There is something horribly fascinating about watching Wisconsin Republicans discuss their plans for our state's school system.
First, they swing the bloody ax:
- The biggest budget cuts to our public schools in state history, nearly $900 million. Kerchunk.
- A bill to create a statewide system of charter schools whose authorizing board is appointed by Scott Walker and the Fitzgeralds, and which will funnel resources out of local schools and into cheapo online academies. Kerchunk.
- Lifting income caps on private-school vouchers so taxpayers foot the bill to send middle- and upper-income families' kids to private school. Kerchunk.
Then comes the really sick part. They candy-coat all this with banal statements about "reforms" that will "empower" parents and students and improve education.
Last week, Walker went to Washington, D.C., to give a speech to school-choice advocates at the American Federation for Children. He started off by reading a Dr. Seuss book, and talking about how "every kid deserves to have a great education."
Then he shocked his own Republican allies back home in the state Capitol by announcing, without warning, that he plans to expand the voucher program from Milwaukee to Beloit, Racine and Green Bay.
Republican Sen. Van Wangaard of Racine and Senate President Mike Ellis objected to being blindsided by Walker's voucher expansion plan, and Ellis backed away from the whole taxpayer funding for wealthy private school families idea.
Luther Olsen, Senate Education Committee chair, also backed away from Walker's sudden voucher-expansion plan, under intense pressure to stop carrying water for a governor whose education agenda looks like a death sentence for his district's schools. But in general, Olsen is doing just as much damage as Walker.
Olsen, the target of an energetic recall campaign, was a cosponsor of Senate Bill 22, to create that statewide charter school board, take charter school authorizing authority out of the hands of local school boards and funnel per-pupil spending to virtual charter schools. The bill would also, according to quite a few teachers, parents and constituents who came out in droves to testify against it, cause mass closures of local schools in rural areas, including Olsen's own community.
"Wautoma schools are bracing for the worst," Patricia Schmidt, a white-haired elementary school music teacher from Olsen's district, told the committee.
The more voters learn about the whole package of Republican education proposals, the more legislators have begun hemming and hawing.
Like Walker, Olsen likes to make banal speeches about helping the children.
At this week's hearing on his omnibus education bill, after weeks of listening to enraged testimony, particularly from Milwaukee, about Republican plans to overturn local decision-making on the sale of school buildings, teacher residency, and, of course, the Walker/Fitzgerald virtual charter schools, he kept talking about how his education proposals enhance "local control."
Olsen and Walker should go on the road together, reciting rhyming verse about helping the children and empowering local communities. They're adorable.

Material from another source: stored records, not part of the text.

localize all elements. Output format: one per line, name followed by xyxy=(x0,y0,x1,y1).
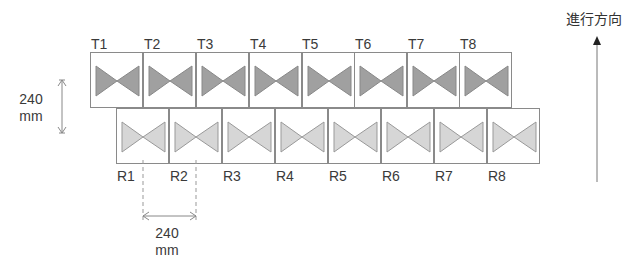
dimension-lines xyxy=(0,0,637,272)
vertical-dimension-label: 240 mm xyxy=(14,91,48,125)
horizontal-dimension-label: 240 mm xyxy=(150,225,184,259)
vertical-dimension-unit: mm xyxy=(14,108,48,125)
vertical-dimension-value: 240 xyxy=(14,91,48,108)
horizontal-dimension-value: 240 xyxy=(150,225,184,242)
horizontal-dimension-unit: mm xyxy=(150,242,184,259)
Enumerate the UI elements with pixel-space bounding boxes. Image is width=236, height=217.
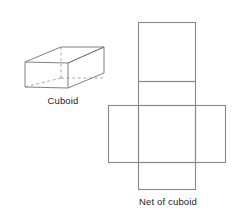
net-face-right	[196, 106, 226, 163]
cuboid-visible-edges	[25, 47, 104, 88]
hidden-edge-back-bottom-left	[25, 78, 61, 87]
geometry-figure	[0, 0, 236, 217]
cuboid-caption: Cuboid	[0, 95, 126, 107]
net-face-upper-middle	[139, 82, 196, 106]
cuboid-front-face	[25, 62, 68, 88]
net-face-center	[139, 106, 196, 163]
cuboid-right-face	[68, 47, 104, 88]
cuboid-top-face	[25, 47, 104, 63]
cuboid-drawing	[25, 47, 104, 88]
net-caption: Net of cuboid	[108, 196, 228, 208]
net-face-bottom	[139, 163, 196, 190]
net-face-left	[109, 106, 139, 163]
figure-root: Cuboid Net of cuboid	[0, 0, 236, 217]
cuboid-hidden-edges	[25, 47, 104, 87]
net-face-top	[139, 23, 196, 82]
net-drawing	[109, 23, 226, 190]
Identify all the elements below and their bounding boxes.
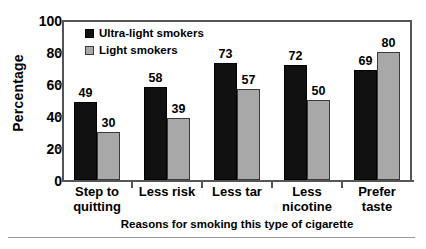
footer-divider — [8, 237, 415, 238]
bar — [97, 132, 120, 180]
bar-value-label: 30 — [91, 117, 126, 130]
bar-value-label: 72 — [278, 50, 313, 63]
y-tick-label-0: 0 — [28, 174, 62, 188]
legend-swatch-icon-light — [85, 46, 94, 55]
x-axis-category-label: Less risk — [132, 184, 202, 199]
legend-swatch-icon-ultra-light — [85, 29, 94, 38]
y-tick-label-100: 100 — [28, 14, 62, 28]
x-axis-category-label-line: Step to — [62, 184, 132, 199]
bar — [377, 52, 400, 180]
bar-value-label: 69 — [348, 55, 383, 68]
x-axis-category-label-line: Less tar — [202, 184, 272, 199]
x-axis-category-label-line: Less risk — [132, 184, 202, 199]
bar-value-label: 49 — [68, 87, 103, 100]
bar — [284, 65, 307, 180]
bar-value-label: 58 — [138, 72, 173, 85]
x-axis-category-label-line: Prefer — [342, 184, 412, 199]
bar — [74, 102, 97, 180]
x-axis-title: Reasons for smoking this type of cigaret… — [62, 218, 412, 230]
legend-label-light: Light smokers — [99, 44, 178, 56]
bar — [144, 87, 167, 180]
bar — [307, 100, 330, 180]
y-tick-label-40: 40 — [28, 110, 62, 124]
x-axis-category-label: Lessnicotine — [272, 184, 342, 214]
x-axis-category-label-line: Less — [272, 184, 342, 199]
legend: Ultra-light smokers Light smokers — [85, 26, 204, 60]
x-axis-category-label-line: nicotine — [272, 199, 342, 214]
x-axis-category-label: Prefertaste — [342, 184, 412, 214]
bar-value-label: 50 — [301, 85, 336, 98]
legend-item-ultra-light: Ultra-light smokers — [85, 26, 204, 40]
x-axis-category-label-line: quitting — [62, 199, 132, 214]
bar-value-label: 73 — [208, 48, 243, 61]
legend-label-ultra-light: Ultra-light smokers — [99, 27, 204, 39]
bar — [237, 89, 260, 180]
legend-item-light: Light smokers — [85, 43, 204, 57]
x-axis-category-label: Less tar — [202, 184, 272, 199]
y-tick-label-20: 20 — [28, 142, 62, 156]
y-tick-label-80: 80 — [28, 46, 62, 60]
y-tick-label-60: 60 — [28, 78, 62, 92]
x-axis-category-label-line: taste — [342, 199, 412, 214]
bar — [167, 118, 190, 180]
x-axis-category-label: Step toquitting — [62, 184, 132, 214]
y-axis-ticks: 100 80 60 40 20 0 — [0, 0, 62, 249]
bar-chart-figure: Percentage 100 80 60 40 20 0 Ultra-light… — [0, 0, 426, 249]
bar-value-label: 80 — [371, 37, 406, 50]
bar — [354, 70, 377, 180]
bar-value-label: 57 — [231, 74, 266, 87]
bar-value-label: 39 — [161, 103, 196, 116]
x-axis-line — [62, 180, 414, 182]
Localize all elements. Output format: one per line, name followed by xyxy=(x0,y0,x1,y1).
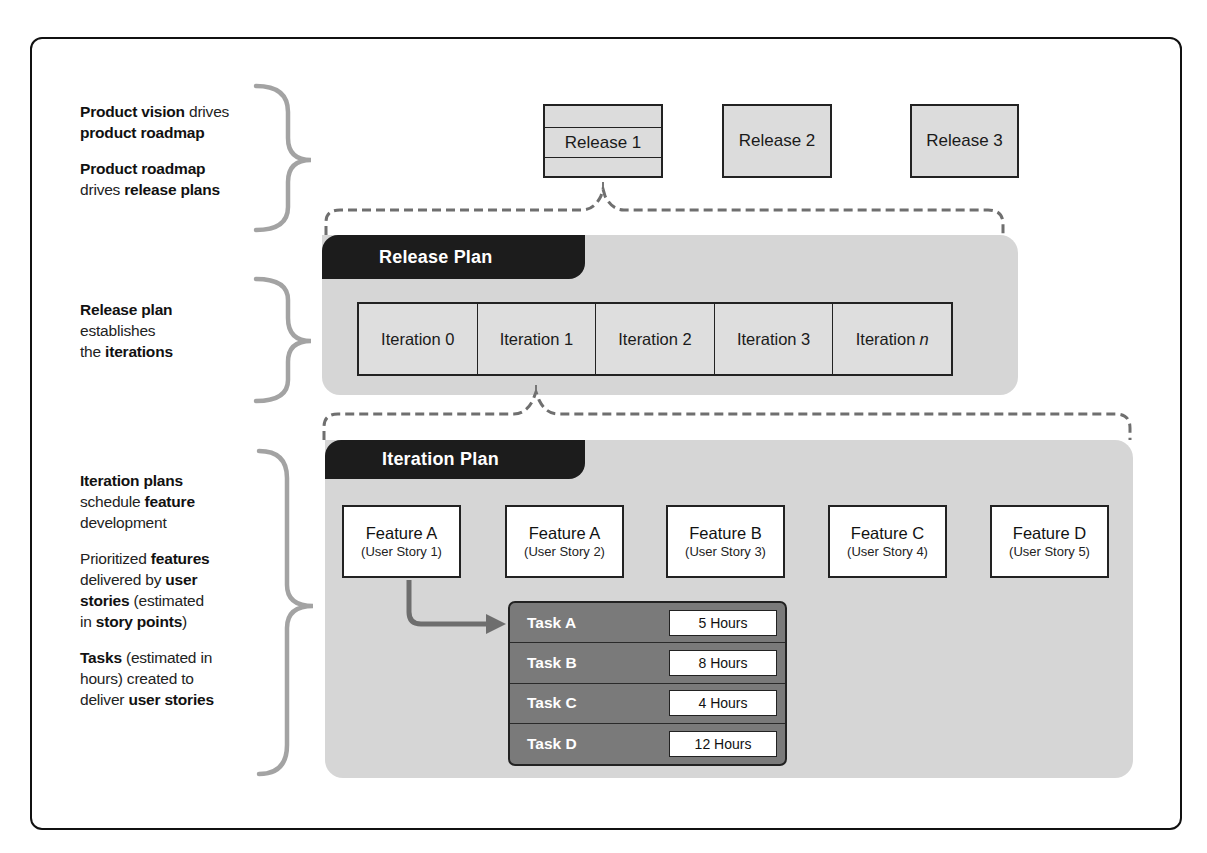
release-2-box: Release 2 xyxy=(722,104,832,178)
iteration-1: Iteration 1 xyxy=(478,304,597,374)
feature-card-user-story-4: Feature C (User Story 4) xyxy=(828,505,947,578)
note-release-plan: Release plan establishes the iterations xyxy=(80,299,173,362)
iteration-2: Iteration 2 xyxy=(596,304,715,374)
iteration-3: Iteration 3 xyxy=(715,304,834,374)
task-row: Task D 12 Hours xyxy=(510,724,785,764)
release-1-box: Release 1 xyxy=(543,104,663,178)
feature-card-user-story-5: Feature D (User Story 5) xyxy=(990,505,1109,578)
iteration-n: Iterationn xyxy=(833,304,951,374)
release-1-band: Release 1 xyxy=(545,127,661,158)
task-hours: 5 Hours xyxy=(669,610,777,636)
roadmap-notes: Product vision drives product roadmap Pr… xyxy=(80,101,229,200)
task-hours: 4 Hours xyxy=(669,690,777,716)
release-plan-title: Release Plan xyxy=(322,235,585,279)
feature-card-user-story-2: Feature A (User Story 2) xyxy=(505,505,624,578)
release-plan-notes: Release plan establishes the iterations xyxy=(80,299,173,362)
release-3-box: Release 3 xyxy=(910,104,1019,178)
note-product-vision: Product vision drives product roadmap xyxy=(80,101,229,143)
tasks-table: Task A 5 Hours Task B 8 Hours Task C 4 H… xyxy=(508,601,787,766)
note-tasks: Tasks (estimated in hours) created to de… xyxy=(80,647,214,710)
iterations-row: Iteration 0 Iteration 1 Iteration 2 Iter… xyxy=(357,302,953,376)
note-product-roadmap: Product roadmap drives release plans xyxy=(80,158,229,200)
feature-card-user-story-1: Feature A (User Story 1) xyxy=(342,505,461,578)
iteration-plan-notes: Iteration plans schedule feature develop… xyxy=(80,470,214,710)
note-prioritized-features: Prioritized features delivered by user s… xyxy=(80,548,214,632)
task-row: Task B 8 Hours xyxy=(510,643,785,683)
task-hours: 12 Hours xyxy=(669,731,777,757)
note-iteration-plans: Iteration plans schedule feature develop… xyxy=(80,470,214,533)
task-row: Task C 4 Hours xyxy=(510,684,785,724)
feature-card-user-story-3: Feature B (User Story 3) xyxy=(666,505,785,578)
task-row: Task A 5 Hours xyxy=(510,603,785,643)
iteration-plan-title: Iteration Plan xyxy=(325,440,585,479)
task-hours: 8 Hours xyxy=(669,650,777,676)
iteration-0: Iteration 0 xyxy=(359,304,478,374)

But this is a sideshow. As Wisconsinites are becoming increasingly aware, the real money in state politics is streaming in from a nationally financed campaign to destroy public schools and privatize education. Olsen's second-biggest individual contributor, according to the Wisconsin Democracy Campaign data, is Richard Sharp of the Richmond, Va.-based Alliance for School Choice.
The American Federation for Children, which hosted Walker in Washington, D.C., is a spin-off of the Michigan-based group All Children Matter, which has poured millions into phony issue ads in state legislative races and been the defendant in multiple campaign-finance lawsuits, including one here in Wisconsin.
Both groups were founded by Michigan billionaires Dick and Betsy DeVos, who brought Walker out to be a star speaker in Washington.
While he was there, Walker gave a shout-out to disgraced former Assembly Speaker Scott Jensen, who now works for the American Federation for Children, along with Brian Pleva, who used to run the powerful Republican Assembly Campaign Committee here in Wisconsin.
Meanwhile, James Bender, former chief of staff for now-Assembly Speaker Jeff Fitzgerald, is now a lobbyist for School Choice Wisconsin.
It's telling, notes Democratic state Rep. Mark Pocan, that top Republican staffers left their jobs just as their party reached the pinnacle of power to work for school choice groups.
With Jensen's help, school choice groups are in contention to be the single most powerful lobby group in the state. In the last election cycle, American Federation for Children spent $820,000 to Wisconsin Manufacturers & Commerce's $1 million.
As Pocan puts it, "the voucher groups are the heavies now. Bankers and Realtors have become the B team."
And the voucher groups will have scored a major victory by liquidating a once-great public school system in Wisconsin. Unless, of course, voters wake up to the Republicans' agenda, beyond their platitudes about helping children.
Ruth Conniff is the political editor of The Progressive.